Amid the ongoing COVID-19 outbreak, which by some counts has  infected more than 50 thousand people in the US, shops and restaurants are not the only operations shutting down. Across the country, local, state, and federal agencies have slowed their responses to public records requests to a crawl. While some agencies face tricky logistical challenges because of how records are kept, others have added new barriers that don’t seem directly related to the pandemic.

The FBI has stopped processing electronic records requests, reported BuzzFeed News; now, the bureau requires that requests be sent via postal mail. “Due to the emerging COVID-19 situation,” the agency wrote in a message posted to its FOIA website, “the FBI is not accepting electronic Freedom of Information/Privacy Act requests or sending out electronic responses through the eFOIPA portal at this time. You may still submit a FOIPA request via standard mail. We apologize for this inconvenience and appreciate your understanding.” The message did not explain the relationship between the pandemic and the restriction to postal requests only.

The State Department has gone further, reporter Jason Leopold found, suspending FOIA operations entirely until further notice.

Journalist Emma Best, who has filed more than 1,600 FOIA requests with the FBI,  is concerned that the FBI and other agencies are using the virus “as an obstructive step.” Last week, Best FOIA’d 27 federal departments and agencies for their COVID-19 freedom of information request policies, in an effort to track to what extent the government’s transparency programs are faltering. The Defense Intelligence Agency told Best it couldn’t provide a timetable to process Best’s request for information about the impact of COVID-19 on its records response processes, because of COVID-19’s impact on its records response processes.

The city of Philadelphia has entered a state of emergency in which all “nonessential” city government operations have been halted, including the processing of public records requests. Those with “urgent” requests, according to guidance from the city, may email the city’s public records division asking for continued processing. The Washington, D.C., city council has gone further, passing emergency legislation that, among other measures, explicitly permits delaying all FOI requests until the district declares the crisis over.

Other agencies, including the Fresno, California, city government; the Hawaii state Judiciary; the Chicago Police Department; and the Jefferson Parish, Louisiana, Department of General Services have similarly notified requesters that responses to their requests are on hold indefinitely due to the country’s public health crisis.

Part of the slowdown is the shift by many agencies to a work-from-home model, in order to promote social distancing. Some materials may not be accessible from public records  officers’ homes. The Reporters Committee for Freedom of the Press has called on agencies to “provide their employees and contractors the necessary tools and resources to continue processing records requests” remotely. The Reporters Committee is crowdsourcing a database of impacts across the country, with updates from 22 agencies in 14 states thus far.

Texas’s Public Information Act requires state agencies to “promptly” produce public information in response to requests. If an agency takes longer than 10 business days to fulfill a request, it has to provide an estimate of when it will release the information. However, if an agency closes its physical offices for public health reasons, days during the closure are not considered business days, even if staff is working remotely, according to a press release from the attorney general’s office. “It’s always been the case that if a governmental office is shut down, that doesn’t count as one of the business days,” says Kelley Shannon, executive director of the Freedom of Information Foundation of Texas. “We do have concerns about what will happen if it goes on too long or we start seeing abuse of the situation. Governments are going to have to operate even amid this COVID-19 concern. I certainly hope they come up with systems to abide by not only the letter of the law, but the spirit of the law. That is, the public has the right to information about how its government is operating. It’s of utmost importance at all times, but particularly now in a time of crisis.”

The Markup, a nonprofit newsroom dedicated to monitoring the tech industry, recently filed public records requests to government health agencies in all 50 states and Washington, D.C., to try to get information about COVID-19 testing protocols. So far, they have only received the requested documents from “two or three” states, says Colin Lecher, a reporter at The Markup, and several states have told him to expect delays. “A lot of reporters would say the FOIA system is already broken, but this is just exposing the seams of it.”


● **Task to carry out**
Every line below that has the string "tick" needs to be copied.

● **The records**
Segment Open
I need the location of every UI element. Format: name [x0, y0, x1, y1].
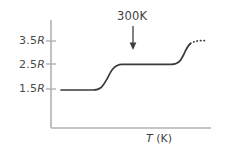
x-axis-unit: (K) [153, 132, 172, 145]
x-axis-symbol: T [146, 132, 153, 145]
curve-dotted-segment [191, 41, 208, 44]
plot-canvas [0, 0, 225, 157]
y-tick-value-1_5: 1.5 [19, 82, 37, 95]
curve-solid-segment [61, 44, 191, 91]
y-axis-tick-label-1_5R: 1.5R [5, 82, 45, 95]
y-tick-unit-1_5: R [37, 82, 45, 95]
y-tick-value-2_5: 2.5 [19, 58, 37, 71]
annotation-arrow-head [130, 43, 137, 51]
x-axis-title: T (K) [146, 132, 172, 145]
y-tick-value-3_5: 3.5 [19, 34, 37, 47]
y-axis-tick-label-2_5R: 2.5R [5, 58, 45, 71]
y-axis-tick-label-3_5R: 3.5R [5, 34, 45, 47]
annotation-label-300k: 300K [117, 9, 147, 23]
y-tick-unit-3_5: R [37, 34, 45, 47]
y-tick-unit-2_5: R [37, 58, 45, 71]
heat-capacity-figure: 3.5R 2.5R 1.5R T (K) 300K [0, 0, 225, 157]
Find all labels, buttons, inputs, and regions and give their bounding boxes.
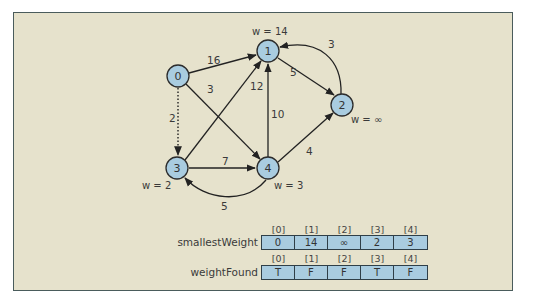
- array-cell: T: [262, 266, 295, 279]
- index-label: [2]: [328, 253, 361, 264]
- array-cell: F: [328, 266, 361, 279]
- array-cell: 0: [262, 236, 295, 249]
- weight-label-node-3: w = 2: [142, 180, 171, 191]
- weight-label-node-2: w = ∞: [351, 114, 382, 125]
- edge-0-4: [186, 84, 260, 159]
- array-cell: T: [361, 266, 394, 279]
- array-cell: F: [394, 266, 427, 279]
- edge-weight-2-1: 3: [328, 38, 335, 50]
- array-cell: ∞: [328, 236, 361, 249]
- weight-found-cells: T F F T F: [261, 265, 428, 280]
- index-label: [3]: [361, 253, 394, 264]
- edge-weight-3-1: 12: [250, 80, 263, 92]
- smallest-weight-cells: 0 14 ∞ 2 3: [261, 235, 428, 250]
- weight-label-node-1: w = 14: [252, 26, 288, 37]
- edge-4-3: [185, 178, 266, 197]
- smallest-weight-label: smallestWeight: [150, 236, 258, 248]
- node-1: 1: [257, 40, 279, 62]
- edge-weight-4-2: 4: [306, 145, 313, 157]
- array-cell: F: [295, 266, 328, 279]
- index-label: [4]: [394, 224, 427, 235]
- array-cell: 2: [361, 236, 394, 249]
- index-label: [3]: [361, 224, 394, 235]
- svg-text:1: 1: [265, 45, 272, 58]
- edge-weight-4-3: 5: [221, 200, 228, 212]
- index-label: [2]: [328, 224, 361, 235]
- edge-weight-4-1: 10: [271, 108, 284, 120]
- edge-0-1: [189, 55, 256, 73]
- edge-weight-0-1: 16: [207, 54, 221, 66]
- array-cell: 14: [295, 236, 328, 249]
- edge-weight-1-2: 5: [290, 66, 297, 78]
- svg-text:4: 4: [265, 162, 272, 175]
- svg-text:0: 0: [175, 70, 182, 83]
- weight-found-indices: [0] [1] [2] [3] [4]: [262, 253, 427, 264]
- index-label: [0]: [262, 253, 295, 264]
- edge-weight-0-4: 3: [207, 83, 214, 95]
- index-label: [4]: [394, 253, 427, 264]
- edge-3-1: [185, 61, 261, 160]
- svg-text:3: 3: [174, 162, 181, 175]
- node-3: 3: [166, 157, 188, 179]
- node-0: 0: [167, 65, 189, 87]
- array-cell: 3: [394, 236, 427, 249]
- edge-weight-0-3: 2: [169, 112, 176, 124]
- svg-text:2: 2: [339, 99, 346, 112]
- smallest-weight-indices: [0] [1] [2] [3] [4]: [262, 224, 427, 235]
- node-4: 4: [257, 157, 279, 179]
- index-label: [1]: [295, 224, 328, 235]
- weight-found-label: weightFound: [150, 266, 258, 278]
- index-label: [1]: [295, 253, 328, 264]
- edge-weight-3-4: 7: [222, 155, 229, 167]
- node-2: 2: [331, 94, 353, 116]
- edge-1-2: [278, 58, 334, 95]
- index-label: [0]: [262, 224, 295, 235]
- weight-label-node-4: w = 3: [274, 180, 303, 191]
Segment Closed
● **Your solution**
y-tick-value-1_5: 1.5 [19, 82, 37, 95]
y-axis-tick-label-1_5R: 1.5R [5, 82, 45, 95]
y-tick-unit-1_5: R [37, 82, 45, 95]
y-tick-value-2_5: 2.5 [19, 58, 37, 71]
y-tick-value-3_5: 3.5 [19, 34, 37, 47]
y-axis-tick-label-2_5R: 2.5R [5, 58, 45, 71]
y-axis-tick-label-3_5R: 3.5R [5, 34, 45, 47]
y-tick-unit-3_5: R [37, 34, 45, 47]
y-tick-unit-2_5: R [37, 58, 45, 71]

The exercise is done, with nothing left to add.